START Exercise data

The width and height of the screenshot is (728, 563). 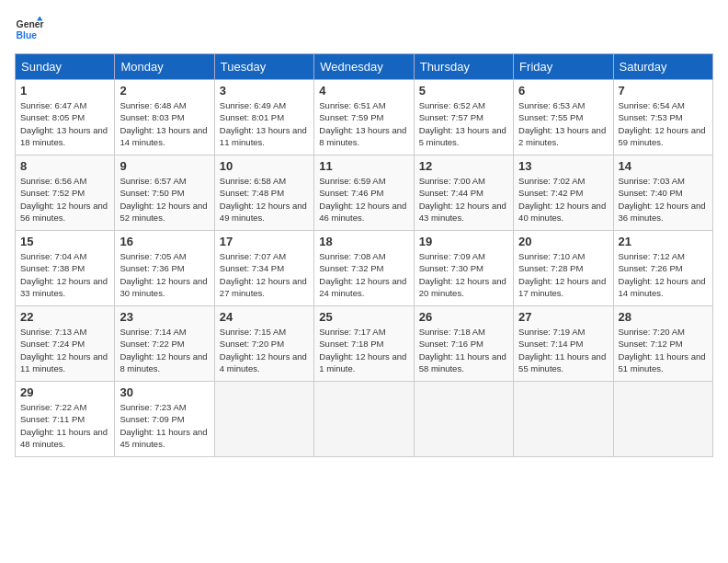 What do you see at coordinates (164, 425) in the screenshot?
I see `day-info: Sunrise: 7:23 AM Sunset: 7:09 PM Dayligh…` at bounding box center [164, 425].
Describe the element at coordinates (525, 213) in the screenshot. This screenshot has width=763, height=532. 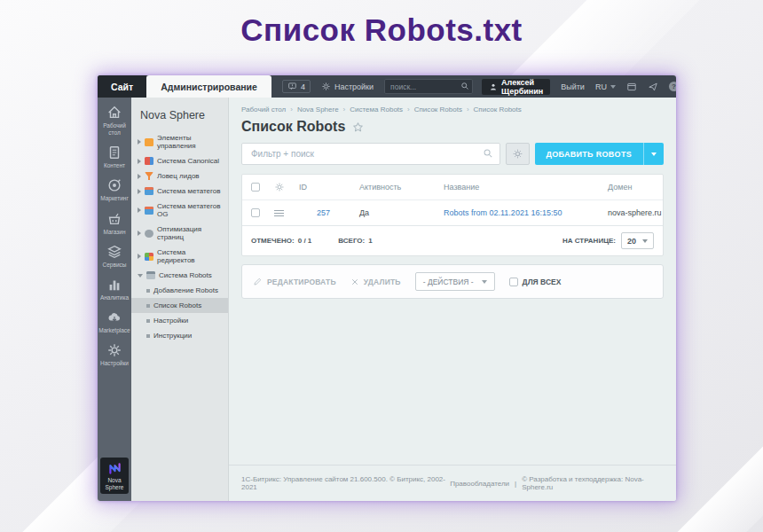
I see `row-name-link: Robots from 02.11.2021 16:15:50` at that location.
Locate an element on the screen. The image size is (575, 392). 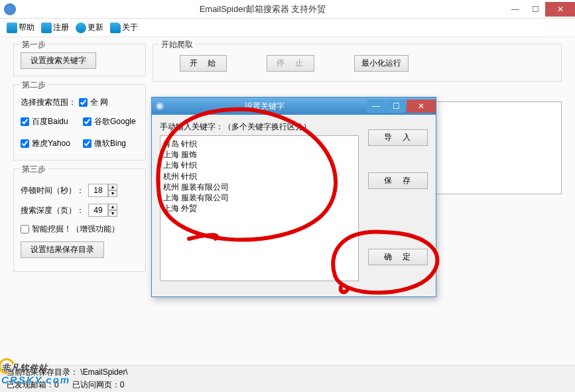
pause-down: ▼ is located at coordinates (113, 194).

END Exercise data

■ What you need to do ■
Reproduce precisely the lines of the listing above, from the line containing "Describe the element" to the last line, both ends included. Pictures are to be omitted.

■ Your solution ■
Describe the element at coordinates (525, 213) in the screenshot. This screenshot has width=763, height=532. 
I see `row-name-link: Robots from 02.11.2021 16:15:50` at that location.
Locate an element on the screen. The image size is (575, 392). 
pause-down: ▼ is located at coordinates (113, 194).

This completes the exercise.